Inside Man. Television Review.

Liverpool Sound and Vision Rating 8.5/10

Cast: David Tennant, Stanley Tucci, Dolly Wells, Lyndsey Marshal, Lydia West, Kate Dickie, Eke Chukwu, Boo Golding, Louis Oliver, Atkins Estimond, Dylan Baker, Tilly Vosburgh, Simon Delaney, July Namir, Mark Quartley, Cokey Falkow, Victoria Willing, Harry Cadby, Reynah Rita, Tim Berrington, Charlie Bentley, Malek Aloni, Lee Byford, Suzanne Ahmet, Amie Buhari, Sharon Sze, Aaliya James.

“How does anyone commit murder, do they think of the admin involved?”, it might be a touch irreverential and cynical, and perhaps a bleak message, but in terms of human belief, it is a phrase used by the excellent Steven Moffat in his four-part drama Inside Man, which sums up arguably more of our continued co-existence with each other than the worn out sense of basically that everybody is good; for as Stanley Tucci as Jefferson Grieff hammers home the understanding of the point of murder, we are only ever one moment away from meeting the one who will kill us.

Murder isn’t funny, it is horrific, it is damnation, and yet Death not only has a sense of humour and irony, but it also finds Time for us all, eventually. In this thought we are just conduits of a will of time, and the ones who are caught by surprise at their actions, the ones pushed beyond their mental capacity to reason by circumstances arranged against them, that is the moment of Death’s absolute reveal; that a good man, that a good woman, can, in the right circumstances, become someone else’s end.

Where some might insist that Steven Moffat’s Inside Man is contrived, that such a scenario that brings about the fall of Harry and Mary Watling, the pleasant local vicar and his wife, played with absolute conviction by the ever impressive David Tennant and Lyndsey Marshal respectively, is impossible, it must be arguably accepted most murders are drawn from the moment, an act of simple misunderstanding, a slice of time in which the mind cannot comprehend what is happening and they strike out…not all murder is premeditated, it is just a reflex of events that threaten the sanity and safety of another, of the person pushed to an extreme moment.

It is in this that Inside Man unveils the truth of its situation, a Shakesperian tragedy immersed in the modern day, and one that brings tremendous performances from the main players, especially that of Stanley Tucci, Dolly Wells, and Lyndsey Marshal. The sense of fear and constriction, the false accusation being overshadowed by the course of events, this is the drama that slams itself into the mind of all who are visited in the moment by the image of death, it is forever fleeting, but some will find their worlds shaken overwhelmingly, and it is for the Inside Man a puzzle worth investigating.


WHAT TO PRODUCE: Return the listing in full and exactly, but without a single picture.

DATA FOR ANALYSIS:
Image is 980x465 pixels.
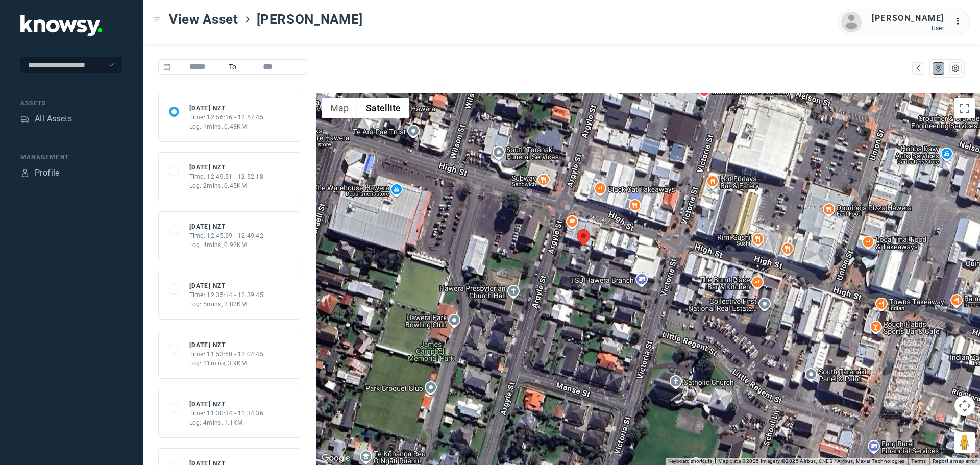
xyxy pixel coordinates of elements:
[954,16,967,29] div: :
[319,451,353,465] img: Google
[190,113,264,122] div: Time: 12:56:16 - 12:57:45
[935,64,944,73] div: Map
[21,98,123,107] div: Assets
[21,168,30,178] div: Profile
[244,16,252,24] div: >
[951,64,960,73] div: List
[933,458,977,464] a: Report a map error
[190,231,264,240] div: Time: 12:45:59 - 12:49:42
[21,114,30,124] div: Assets
[322,98,357,118] button: Show street map
[224,59,241,75] span: To
[357,98,409,118] button: Show satellite imagery
[34,167,60,179] div: Profile
[718,458,905,464] span: Map data ©2025 Imagery ©2025 Airbus, CNES / Airbus, Maxar Technologies
[190,290,264,300] div: Time: 12:35:14 - 12:39:45
[21,167,60,179] a: ProfileProfile
[190,281,264,290] div: [DATE] NZT
[190,409,264,418] div: Time: 11:30:34 - 11:34:36
[21,113,72,125] a: AssetsAll Assets
[257,10,363,29] span: [PERSON_NAME]
[914,64,923,73] div: Map
[153,16,160,23] div: Toggle Menu
[190,359,264,368] div: Log: 11mins, 3.9KM
[911,458,927,464] a: Terms
[21,152,123,161] div: Management
[841,12,862,32] img: avatar.png
[190,222,264,231] div: [DATE] NZT
[190,418,264,427] div: Log: 4mins, 1.1KM
[668,457,712,465] button: Keyboard shortcuts
[190,122,264,131] div: Log: 1mins, 0.48KM
[190,240,264,250] div: Log: 4mins, 0.92KM
[955,18,965,25] tspan: ...
[954,16,967,28] div: :
[954,433,975,452] button: Drag Pegman onto the map to open Street View
[954,395,975,416] button: Map camera controls
[954,98,975,118] button: Toggle fullscreen view
[190,172,264,181] div: Time: 12:49:51 - 12:52:18
[190,399,264,409] div: [DATE] NZT
[190,163,264,172] div: [DATE] NZT
[319,451,353,465] a: Open this area in Google Maps (opens a new window)
[190,103,264,113] div: [DATE] NZT
[190,300,264,309] div: Log: 5mins, 2.82KM
[190,181,264,191] div: Log: 2mins, 0.45KM
[34,113,72,125] div: All Assets
[190,349,264,359] div: Time: 11:53:50 - 12:04:45
[872,12,945,25] div: [PERSON_NAME]
[169,10,238,29] span: View Asset
[190,340,264,349] div: [DATE] NZT
[21,16,102,36] img: Application Logo
[872,25,945,31] div: User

EXPECTED ANSWER:
Image is 980x465 pixels.
xyxy pixel coordinates of elements:
[954,16,967,29] div: :
[319,451,353,465] img: Google
[190,113,264,122] div: Time: 12:56:16 - 12:57:45
[935,64,944,73] div: Map
[21,98,123,107] div: Assets
[21,168,30,178] div: Profile
[244,16,252,24] div: >
[951,64,960,73] div: List
[933,458,977,464] a: Report a map error
[190,231,264,240] div: Time: 12:45:59 - 12:49:42
[21,114,30,124] div: Assets
[322,98,357,118] button: Show street map
[224,59,241,75] span: To
[357,98,409,118] button: Show satellite imagery
[34,167,60,179] div: Profile
[718,458,905,464] span: Map data ©2025 Imagery ©2025 Airbus, CNES / Airbus, Maxar Technologies
[190,290,264,300] div: Time: 12:35:14 - 12:39:45
[21,167,60,179] a: ProfileProfile
[190,281,264,290] div: [DATE] NZT
[190,409,264,418] div: Time: 11:30:34 - 11:34:36
[21,113,72,125] a: AssetsAll Assets
[257,10,363,29] span: [PERSON_NAME]
[914,64,923,73] div: Map
[153,16,160,23] div: Toggle Menu
[190,359,264,368] div: Log: 11mins, 3.9KM
[911,458,927,464] a: Terms
[21,152,123,161] div: Management
[841,12,862,32] img: avatar.png
[190,222,264,231] div: [DATE] NZT
[190,418,264,427] div: Log: 4mins, 1.1KM
[668,457,712,465] button: Keyboard shortcuts
[190,122,264,131] div: Log: 1mins, 0.48KM
[190,240,264,250] div: Log: 4mins, 0.92KM
[955,18,965,25] tspan: ...
[954,16,967,28] div: :
[954,433,975,452] button: Drag Pegman onto the map to open Street View
[954,395,975,416] button: Map camera controls
[954,98,975,118] button: Toggle fullscreen view
[190,172,264,181] div: Time: 12:49:51 - 12:52:18
[190,399,264,409] div: [DATE] NZT
[190,163,264,172] div: [DATE] NZT
[319,451,353,465] a: Open this area in Google Maps (opens a new window)
[190,103,264,113] div: [DATE] NZT
[190,300,264,309] div: Log: 5mins, 2.82KM
[190,181,264,191] div: Log: 2mins, 0.45KM
[34,113,72,125] div: All Assets
[190,349,264,359] div: Time: 11:53:50 - 12:04:45
[872,12,945,25] div: [PERSON_NAME]
[169,10,238,29] span: View Asset
[190,340,264,349] div: [DATE] NZT
[21,16,102,36] img: Application Logo
[872,25,945,31] div: User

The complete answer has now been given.